I think that like many guys who were interested in faster cars ,I was like most of you and many of us learned a great deal from older more experienced friends, and we learned a great deal by watching but even more by helping and doing our own work,on our own cars!
I well remember helping on my first valve job, clutch replacement and cam swap, and now look back and shudder, just thinking of the near endless list of mistakes we made thru pure ignorance. :oops: :roll: theres no question that an older well establish machine shop can get you good prices and provide very helpful guidance at times, the problem is that many machine shops, are owned and run by guys who are more interested in making the most potential profits for the least possible work, rather than helping to build the best possible engine for the lowest cost!
finding a honest reliable,and dependable, machine shop willing to guide and teach you, and do the work at reasonable prices in a reasonably quick time frame, is from what Ive seen a rare commodity lately, finding one that does top quality work and completes it on the date and at the price you agreed too even rarer!
SOME of the The Older machine shops, both, knew how to build durable engines that made impressive power and were willing to help educate you on why things should be done a certain way when there were few or no off the shelf aftermarket parts, and thinking thru what you were doing and what needed to be modified to help increase power or durability was key to success.

when I was 19-20 years old, we thought nothing about clearances , :eek: , most of us tended to read thru magazine articles and assume they were telling you everything you needed to know ,so you could duplicate thier results, if we saw a Z28 off road cam,that made 45 extra HP , well it was designed to fit a SBC engine! we bought it along with a new set of lifters and just swapped it in, figuring it was instantly worth the listed 45hp the fact that the stock valve train was still installed or the cars compression ratio or rear gearing was a total mis-match and the heads they used were extensively ported (that was never mentioned in the article of course)never dawned on us back then!
factors like
spring bind?
proper clearances?
bearing crush?
bore surface?
hone plates?
multi angle valve jobs?
ring end gaps?
port flow rates?
plenum and runner design?
header design and exhaust back pressure!
at that point that was mostly a totally unknown list of concepts, but thru expensive trial and error we learned WHY and HOW things worked
(and what USUALLY caused EXPENSIVE REBUILDS)

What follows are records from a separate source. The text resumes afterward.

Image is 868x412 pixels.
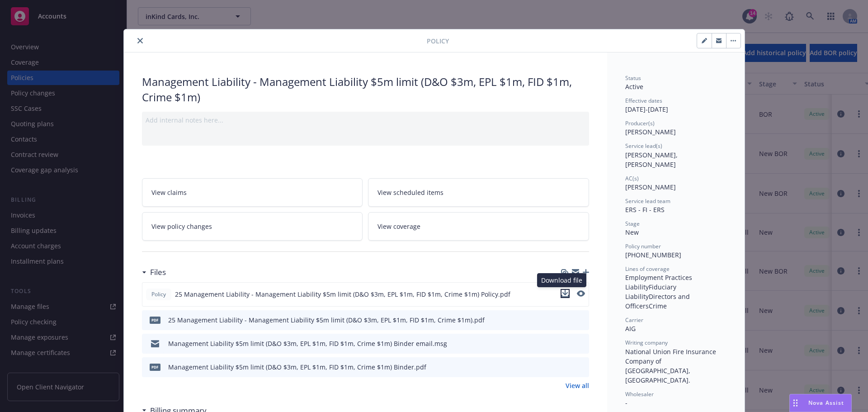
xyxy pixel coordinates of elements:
[537,273,586,287] div: Download file
[142,212,363,241] a: View policy changes
[151,188,186,197] span: View claims
[150,290,168,299] span: Policy
[625,128,676,136] span: [PERSON_NAME]
[577,290,585,297] button: preview file
[625,205,665,214] span: ERS - FI - ERS
[625,242,661,250] span: Policy number
[649,302,667,310] span: Crime
[625,273,694,292] span: Employment Practices Liability
[577,289,585,299] button: preview file
[625,175,639,182] span: AC(s)
[790,395,801,411] div: Drag to move
[142,266,166,278] div: Files
[625,97,726,114] div: [DATE] - [DATE]
[625,265,669,273] span: Lines of coverage
[368,178,589,207] a: View scheduled items
[146,115,585,125] div: Add internal notes here...
[566,381,589,391] a: View all
[562,362,570,372] button: download file
[562,339,570,349] button: download file
[808,399,844,407] span: Nova Assist
[625,151,680,168] span: [PERSON_NAME], [PERSON_NAME]
[562,315,570,325] button: download file
[561,289,570,299] button: download file
[625,228,639,236] span: New
[168,362,427,372] div: Management Liability $5m limit (D&O $3m, EPL $1m, FID $1m, Crime $1m) Binder.pdf
[789,394,852,412] button: Nova Assist
[175,290,510,299] span: 25 Management Liability - Management Liability $5m limit (D&O $3m, EPL $1m, FID $1m, Crime $1m) P...
[577,315,585,325] button: preview file
[561,289,570,298] button: download file
[151,222,212,231] span: View policy changes
[168,339,447,349] div: Management Liability $5m limit (D&O $3m, EPL $1m, FID $1m, Crime $1m) Binder email.msg
[625,183,676,191] span: [PERSON_NAME]
[625,282,678,301] span: Fiduciary Liability
[625,97,662,104] span: Effective dates
[135,35,146,46] button: close
[625,197,671,205] span: Service lead team
[625,220,640,227] span: Stage
[625,391,654,398] span: Wholesaler
[625,316,643,324] span: Carrier
[150,317,161,323] span: pdf
[577,362,585,372] button: preview file
[368,212,589,241] a: View coverage
[377,188,443,197] span: View scheduled items
[625,119,654,127] span: Producer(s)
[625,339,667,347] span: Writing company
[625,74,641,82] span: Status
[142,178,363,207] a: View claims
[625,251,681,259] span: [PHONE_NUMBER]
[427,36,449,46] span: Policy
[577,339,585,349] button: preview file
[625,292,691,310] span: Directors and Officers
[168,315,485,325] div: 25 Management Liability - Management Liability $5m limit (D&O $3m, EPL $1m, FID $1m, Crime $1m).pdf
[150,363,161,371] span: pdf
[142,74,589,104] div: Management Liability - Management Liability $5m limit (D&O $3m, EPL $1m, FID $1m, Crime $1m)
[625,142,662,150] span: Service lead(s)
[625,347,718,385] span: National Union Fire Insurance Company of [GEOGRAPHIC_DATA], [GEOGRAPHIC_DATA].
[625,82,643,91] span: Active
[377,222,420,231] span: View coverage
[150,266,166,278] h3: Files
[625,325,636,333] span: AIG
[625,398,627,407] span: -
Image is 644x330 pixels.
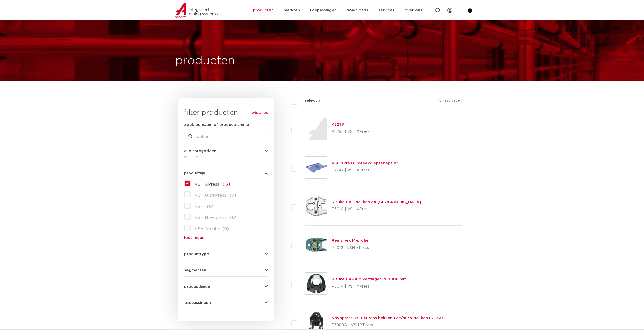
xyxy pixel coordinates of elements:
[184,252,267,256] button: producttype
[305,273,327,295] img: Thumbnail for Klauke UAP100 kettingen 76,1-108 mm
[331,244,369,252] p: P5012 | VSH XPress
[331,162,398,165] a: VSH XPress Insteekdieptebepaler
[230,216,236,220] span: (0)
[331,123,344,126] a: K3293
[184,285,210,289] span: productlijnen
[305,234,327,256] img: Thumbnail for Rems bek M-profiel
[184,301,267,305] button: toepassingen
[184,252,209,256] span: producttype
[251,110,267,116] a: wis alles
[184,149,267,154] button: alle categorieën
[184,172,205,176] span: productlijn
[222,227,229,231] span: (0)
[176,53,235,69] h1: producten
[305,157,327,178] img: Thumbnail for VSH XPress Insteekdieptebepaler
[184,154,267,159] div: gereedschappen
[184,149,217,154] span: alle categorieën
[331,282,406,291] p: P5014 | VSH XPress
[194,194,226,198] span: VSH UltraPress
[184,108,267,118] h3: filter producten
[184,122,251,128] label: zoek op naam of productnummer
[331,205,421,213] p: P5010 | VSH XPress
[331,200,421,204] a: Klauke UAP bekken en [GEOGRAPHIC_DATA]
[207,204,213,209] span: (0)
[297,98,322,103] label: select all
[331,239,369,243] a: Rems bek M-profiel
[331,316,444,320] a: Novopress VSH XPress bekken 12 t/m 35 bekken ECO301
[184,132,267,141] input: zoeken
[194,216,226,220] span: VSH Novopress
[222,182,230,186] span: (13)
[184,301,211,305] span: toepassingen
[184,268,206,273] span: segmenten
[230,194,236,198] span: (0)
[331,277,406,282] a: Klauke UAP100 kettingen 76,1-108 mm
[184,236,267,240] a: lees meer
[194,182,219,186] span: VSH XPress
[184,285,267,289] button: productlijnen
[331,322,444,329] p: P5989A | VSH XPress
[437,98,462,106] p: 13 resultaten
[305,195,327,218] img: Thumbnail for Klauke UAP bekken en kettingen
[194,227,219,231] span: VSH Tectite
[331,128,369,136] p: K3293 | VSH XPress
[184,172,267,176] button: productlijn
[194,204,203,209] span: VSH
[331,167,398,175] p: P2742 | VSH XPress
[184,268,267,273] button: segmenten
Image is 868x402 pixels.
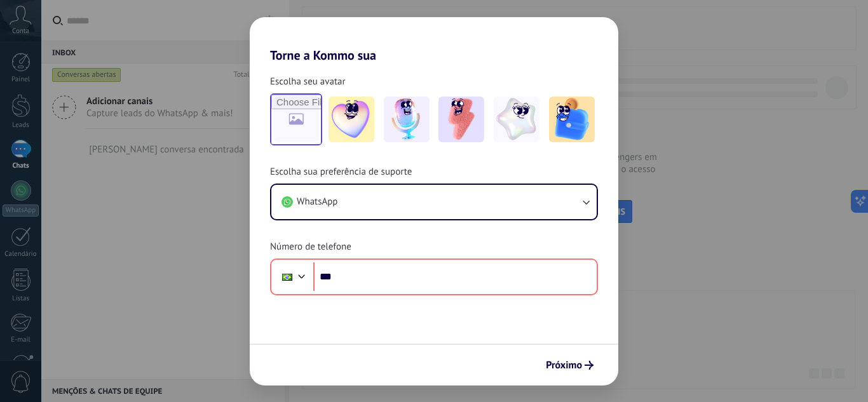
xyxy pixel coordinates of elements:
button: WhatsApp [271,185,597,219]
span: Escolha seu avatar [270,76,346,88]
div: Brazil: + 55 [275,263,299,290]
img: -3.jpeg [439,97,484,142]
span: Escolha sua preferência de suporte [270,166,412,178]
img: -5.jpeg [549,97,595,142]
img: -4.jpeg [494,97,539,142]
span: WhatsApp [296,195,337,208]
span: Próximo [546,361,582,369]
button: Próximo [540,354,599,376]
img: -1.jpeg [329,97,374,142]
img: -2.jpeg [384,97,429,142]
span: Número de telefone [270,241,351,253]
h2: Torne a Kommo sua [250,17,618,63]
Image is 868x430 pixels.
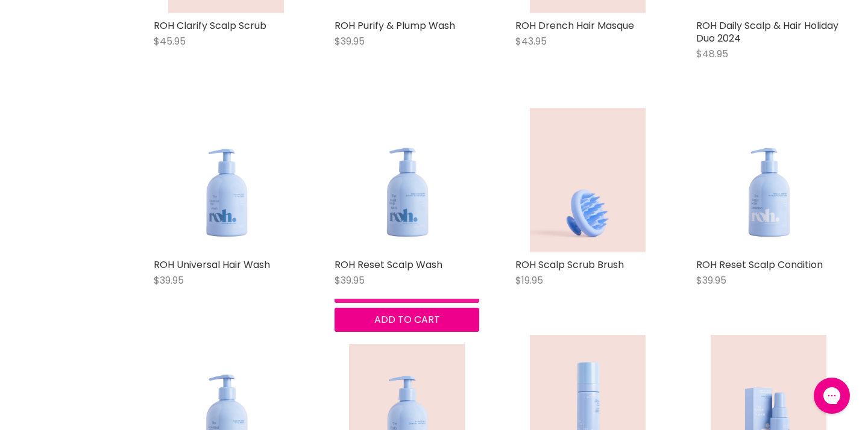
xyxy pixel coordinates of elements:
[515,108,660,252] a: ROH Scalp Scrub Brush
[334,19,455,32] a: ROH Purify & Plump Wash
[696,19,839,45] a: ROH Daily Scalp & Hair Holiday Duo 2024
[334,258,443,271] a: ROH Reset Scalp Wash
[515,19,634,32] a: ROH Drench Hair Masque
[696,274,726,288] span: $39.95
[334,274,364,288] span: $39.95
[515,274,543,288] span: $19.95
[374,312,440,326] span: Add to cart
[515,258,624,271] a: ROH Scalp Scrub Brush
[711,108,826,252] img: ROH Reset Scalp Condition
[696,108,841,252] a: ROH Reset Scalp Condition
[154,274,184,288] span: $39.95
[334,34,364,48] span: $39.95
[515,34,547,48] span: $43.95
[696,47,728,61] span: $48.95
[334,308,479,332] button: Add to cart
[154,34,186,48] span: $45.95
[154,19,266,32] a: ROH Clarify Scalp Scrub
[154,108,299,252] a: ROH Universal Hair Wash
[808,374,856,418] iframe: Gorgias live chat messenger
[349,108,465,252] img: ROH Reset Scalp Wash
[168,108,284,252] img: ROH Universal Hair Wash
[530,108,645,252] img: ROH Scalp Scrub Brush
[154,258,270,271] a: ROH Universal Hair Wash
[696,258,823,271] a: ROH Reset Scalp Condition
[334,108,479,252] a: ROH Reset Scalp Wash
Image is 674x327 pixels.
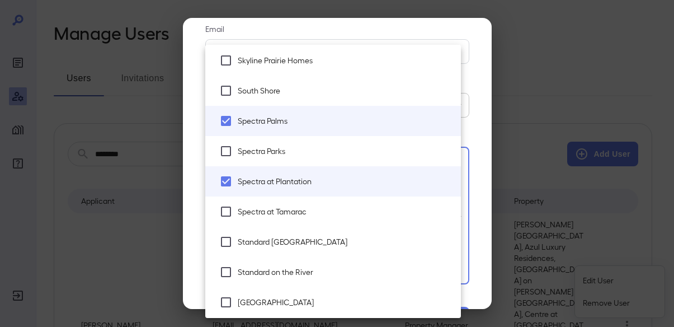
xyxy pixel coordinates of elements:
span: Spectra at Tamarac [238,206,452,217]
span: Spectra Palms [238,115,452,126]
span: Spectra Parks [238,145,452,157]
span: Spectra at Plantation [238,176,452,187]
span: [GEOGRAPHIC_DATA] [238,296,452,308]
span: South Shore [238,85,452,96]
span: Standard [GEOGRAPHIC_DATA] [238,236,452,247]
span: Standard on the River [238,266,452,277]
span: Skyline Prairie Homes [238,55,452,66]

the formula for hp is (tq x rpm/5252=hp
example
450 ft lbs of torque at 3000rpm=257hp
450 ft lbs of torque at 6000rpm=514hp
because the torque is available at that higher RPM RATE and at the higher rpm using gearing the rotational force the engine supplied can be applied faster or slower to the rear tires
heres some useful related info,
that taking the effort of reading thru,
may help prevent you from going thru the same expensive learning curve!